High Fencing and Range Management

deer lying on grass in front of a fence

There is a lot of discussion going on about the ethics of high fencing of deer ranges.  Many traditional ranchers view the phenomena of high fencing as blights on the land as large ranches get broken up into smaller acreage.  And from a purely ecological point of view, it probably is.  However, I am beginning to take a different view of high fencing.  I am beginning to see it as the next logical progression in animal management.

For those readers who may not know what I mean when I say “high fences”, I am referring to the eight-foot fencing being put up on lands now to enclose the wildlife population as well as any livestock on the land.

Good or bad, high fencing is here to stay, and increase in impact.  And while it is true that poor management can come close to destroying a natural habitat within a high fence.  It is really not that much different than when man first began to fence in livestock.

Even when the range was open, man over-stocked the range.  The only thing that helped to protect the natural habitat was that periodic droughts and severe winters killed off livestock numbers to allow the country to recover before more livestock could be raised to replace them.

Without trucks and railroads, in the early days, you couldn’t move livestock around very rapidly, so if there was a large die-off, it might take as much as three to five years to re-build numbers back up.

But in the 1870’s, man really began to settle the western states and found that even if they tried to manage their range resource well, when their neighbors didn’t it affected their livestock productivity.  Their answer was to begin fencing, thanks to Mr. Glidden’s great invention of barbed wire.

When the ranges were fenced in, management became more important.  A lack of management led to overuse of the range resource and reduction in habitat potential.  Of course, they didn’t know much about range resource management back then, so many of the ranges became degraded from their potential productivity.

Over the years, as sheep and goats were fenced as well as cattle, more of the ranges became degraded from over grazing.  When droughts came, as they have and always will, the producers were able to maintain their animal numbers due to the new concept of supplemental feeding.  As trucking became possible, it also became possible to bring supplements to the ranch, and get them to the animals.  Of course, this led to more overuse of the range and greater deterioration.

Does this scenario sound familiar?  It sounds like the prediction the livestock producers say will happen with high fencing.  And it’s a lot of what will happen with many of the high fence places.

But does that mean that we should try to prevent high fencing?  I don’t think so, even if we could.  In my opinion, those ranchers who grazed all the better forages from the native rangelands, and browsed all of the better browse from the Hill Country and Edwards Plateau have no ground to stand on in fighting high fencing.

High fencing is not the problem, no more that low fencing was.  It is the management that takes place within the fencing that causes the damage.  The livestock producers that first fenced the ranges have an excuse – they honestly didn’t know any better.  The knowledge of how forages grow and respond to grazing was nowhere near as advanced as it is now.

Now we have no excuse.  We do have that knowledge of how to use range resources in a way that allows for animal productivity as well as sustaining the range.  And anyone, low fence or high, that practices poor management can ruin the resource.

The answer to the problem of high fencing is to teach these new owners of the resource who put up high fences, how to manage their resource to perpetuate its productivity and health.  We need to encourage them to learn about plant management and animal behavior.   But first and foremost, the current livestock producers need to practice good range resource management.

The best way to teach people is to lead by example.  We all have to manage our resources in a way that sustains the plant population in a high state of productivity and continue to learn more about managing our resources and  improving them.

The increasing number of high fences going up on native lands is not going to stop.  It seems to me that those of us already in agriculture have two choices.  Either we stand aside and gripe and complain about how they will ruin the ecosystem, or we go over and extend our hand to offer the knowledge and expertise we have to help them learn to manage it better than our forefathers did when they first fenced the range.

We all have to do our part to utilize and conserve our natural resources, and help our new neighbors learn as well whether they have high or low fencing.   High fencing can either be blights on the land, or the next level of animal management on native ranges.  It’s up to the landowners and animal managers to insure that it doesn’t harm the ecosystem.  As an old saying from the sixties stated, “Be part of the solution, not part of the problem”.  I’m for being a part of the solution.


*What the task requires*
Wherever the word "JSON" occurs in the listing, copy the whole line.

*Input data*
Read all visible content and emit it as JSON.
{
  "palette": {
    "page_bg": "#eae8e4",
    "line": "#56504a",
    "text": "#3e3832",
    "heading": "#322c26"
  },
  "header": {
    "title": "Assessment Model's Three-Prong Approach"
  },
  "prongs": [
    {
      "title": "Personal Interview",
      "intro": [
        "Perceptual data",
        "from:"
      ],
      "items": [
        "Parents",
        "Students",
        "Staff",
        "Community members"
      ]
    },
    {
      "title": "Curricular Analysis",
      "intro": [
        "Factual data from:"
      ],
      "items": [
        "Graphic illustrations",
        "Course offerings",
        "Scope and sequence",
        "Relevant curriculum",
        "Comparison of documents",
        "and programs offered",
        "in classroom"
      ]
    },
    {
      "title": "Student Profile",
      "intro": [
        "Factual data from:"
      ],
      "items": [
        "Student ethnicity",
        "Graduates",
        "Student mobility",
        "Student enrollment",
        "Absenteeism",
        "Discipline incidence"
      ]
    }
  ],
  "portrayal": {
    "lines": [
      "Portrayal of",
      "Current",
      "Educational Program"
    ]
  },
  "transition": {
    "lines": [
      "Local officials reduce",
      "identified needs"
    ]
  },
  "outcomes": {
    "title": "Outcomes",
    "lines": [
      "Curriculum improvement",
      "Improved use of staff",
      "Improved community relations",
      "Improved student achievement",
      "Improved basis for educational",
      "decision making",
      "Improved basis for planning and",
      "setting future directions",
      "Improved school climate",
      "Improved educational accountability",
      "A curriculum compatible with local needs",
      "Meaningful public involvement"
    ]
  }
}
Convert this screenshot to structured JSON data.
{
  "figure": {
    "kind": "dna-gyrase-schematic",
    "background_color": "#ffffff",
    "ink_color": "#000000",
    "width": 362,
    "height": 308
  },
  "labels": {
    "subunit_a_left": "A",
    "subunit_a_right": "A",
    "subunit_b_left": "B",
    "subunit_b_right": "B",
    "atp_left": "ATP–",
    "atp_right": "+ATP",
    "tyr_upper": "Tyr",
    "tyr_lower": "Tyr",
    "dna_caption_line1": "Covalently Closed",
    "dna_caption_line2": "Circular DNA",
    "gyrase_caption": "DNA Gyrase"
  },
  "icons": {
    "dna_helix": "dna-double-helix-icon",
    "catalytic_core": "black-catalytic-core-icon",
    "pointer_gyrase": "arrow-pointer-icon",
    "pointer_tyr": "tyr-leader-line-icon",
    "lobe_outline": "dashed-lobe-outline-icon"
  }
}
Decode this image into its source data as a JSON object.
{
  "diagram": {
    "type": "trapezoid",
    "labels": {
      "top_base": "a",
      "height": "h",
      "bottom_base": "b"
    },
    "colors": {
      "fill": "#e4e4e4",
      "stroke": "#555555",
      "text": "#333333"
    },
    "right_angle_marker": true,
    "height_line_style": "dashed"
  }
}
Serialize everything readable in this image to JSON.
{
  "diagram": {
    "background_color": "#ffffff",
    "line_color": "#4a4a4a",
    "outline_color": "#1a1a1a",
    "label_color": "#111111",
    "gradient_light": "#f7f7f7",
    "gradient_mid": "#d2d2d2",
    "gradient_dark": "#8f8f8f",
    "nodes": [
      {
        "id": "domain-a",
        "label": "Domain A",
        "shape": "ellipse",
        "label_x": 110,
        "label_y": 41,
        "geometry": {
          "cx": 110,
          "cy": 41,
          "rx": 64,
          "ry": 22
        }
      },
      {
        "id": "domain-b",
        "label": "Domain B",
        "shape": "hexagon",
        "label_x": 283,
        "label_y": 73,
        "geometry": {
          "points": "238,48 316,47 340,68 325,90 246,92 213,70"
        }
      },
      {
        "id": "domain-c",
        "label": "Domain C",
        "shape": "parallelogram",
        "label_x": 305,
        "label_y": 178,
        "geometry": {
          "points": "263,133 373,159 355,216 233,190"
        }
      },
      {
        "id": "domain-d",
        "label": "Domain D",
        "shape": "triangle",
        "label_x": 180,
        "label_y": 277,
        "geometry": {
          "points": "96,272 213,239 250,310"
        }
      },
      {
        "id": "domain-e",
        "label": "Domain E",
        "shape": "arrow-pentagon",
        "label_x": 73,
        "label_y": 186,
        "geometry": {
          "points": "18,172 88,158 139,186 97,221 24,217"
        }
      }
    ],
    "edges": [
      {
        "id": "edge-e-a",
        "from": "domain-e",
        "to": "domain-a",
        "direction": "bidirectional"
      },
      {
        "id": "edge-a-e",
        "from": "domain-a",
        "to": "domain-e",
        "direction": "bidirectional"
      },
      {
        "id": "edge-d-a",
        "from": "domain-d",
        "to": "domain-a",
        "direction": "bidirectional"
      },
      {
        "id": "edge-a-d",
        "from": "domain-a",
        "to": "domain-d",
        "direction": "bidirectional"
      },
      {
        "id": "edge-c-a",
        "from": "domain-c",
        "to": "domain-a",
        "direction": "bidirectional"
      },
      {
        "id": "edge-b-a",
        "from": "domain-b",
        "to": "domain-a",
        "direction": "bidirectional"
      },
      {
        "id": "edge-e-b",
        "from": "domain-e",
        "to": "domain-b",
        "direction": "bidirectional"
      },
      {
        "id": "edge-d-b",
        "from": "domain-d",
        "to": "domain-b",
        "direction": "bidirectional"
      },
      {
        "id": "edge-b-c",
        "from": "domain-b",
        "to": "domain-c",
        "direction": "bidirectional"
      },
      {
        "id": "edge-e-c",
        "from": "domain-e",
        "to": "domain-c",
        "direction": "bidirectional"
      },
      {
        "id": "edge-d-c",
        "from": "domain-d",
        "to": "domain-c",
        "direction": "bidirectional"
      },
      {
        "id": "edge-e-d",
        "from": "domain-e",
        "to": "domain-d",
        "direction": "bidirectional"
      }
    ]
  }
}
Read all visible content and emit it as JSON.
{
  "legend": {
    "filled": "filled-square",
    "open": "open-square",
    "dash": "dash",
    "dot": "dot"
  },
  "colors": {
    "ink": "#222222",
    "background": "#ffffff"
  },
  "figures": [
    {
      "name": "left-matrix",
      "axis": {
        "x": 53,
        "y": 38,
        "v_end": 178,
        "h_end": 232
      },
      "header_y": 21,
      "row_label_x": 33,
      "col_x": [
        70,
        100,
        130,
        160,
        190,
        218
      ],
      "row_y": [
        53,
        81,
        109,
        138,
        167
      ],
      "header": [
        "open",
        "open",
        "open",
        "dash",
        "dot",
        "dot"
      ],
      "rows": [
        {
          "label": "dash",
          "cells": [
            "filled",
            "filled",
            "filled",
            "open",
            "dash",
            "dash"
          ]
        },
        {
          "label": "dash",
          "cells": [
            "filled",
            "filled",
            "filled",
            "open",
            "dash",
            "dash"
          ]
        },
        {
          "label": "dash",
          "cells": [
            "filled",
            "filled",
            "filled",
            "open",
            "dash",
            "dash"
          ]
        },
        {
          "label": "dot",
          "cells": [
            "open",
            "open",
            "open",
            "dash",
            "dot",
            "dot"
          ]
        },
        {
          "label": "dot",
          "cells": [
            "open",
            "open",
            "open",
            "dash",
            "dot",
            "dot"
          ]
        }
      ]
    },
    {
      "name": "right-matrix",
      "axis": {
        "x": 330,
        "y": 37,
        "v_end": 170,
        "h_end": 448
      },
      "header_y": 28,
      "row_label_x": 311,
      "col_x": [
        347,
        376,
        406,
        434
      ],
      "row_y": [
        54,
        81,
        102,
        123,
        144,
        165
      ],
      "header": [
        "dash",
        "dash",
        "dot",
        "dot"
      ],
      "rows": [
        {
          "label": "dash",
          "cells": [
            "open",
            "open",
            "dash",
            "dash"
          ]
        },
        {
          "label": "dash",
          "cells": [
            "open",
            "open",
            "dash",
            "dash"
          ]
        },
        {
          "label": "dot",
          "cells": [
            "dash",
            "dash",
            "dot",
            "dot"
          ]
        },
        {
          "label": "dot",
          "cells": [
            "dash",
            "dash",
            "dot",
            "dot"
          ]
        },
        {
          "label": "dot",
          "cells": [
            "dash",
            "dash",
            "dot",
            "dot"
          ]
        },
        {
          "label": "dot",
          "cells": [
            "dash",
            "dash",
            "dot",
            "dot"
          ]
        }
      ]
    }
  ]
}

*Task solution*
Read all visible content and emit it as JSON.
Convert this screenshot to structured JSON data.
Decode this image into its source data as a JSON object.
Serialize everything readable in this image to JSON.
Read all visible content and emit it as JSON.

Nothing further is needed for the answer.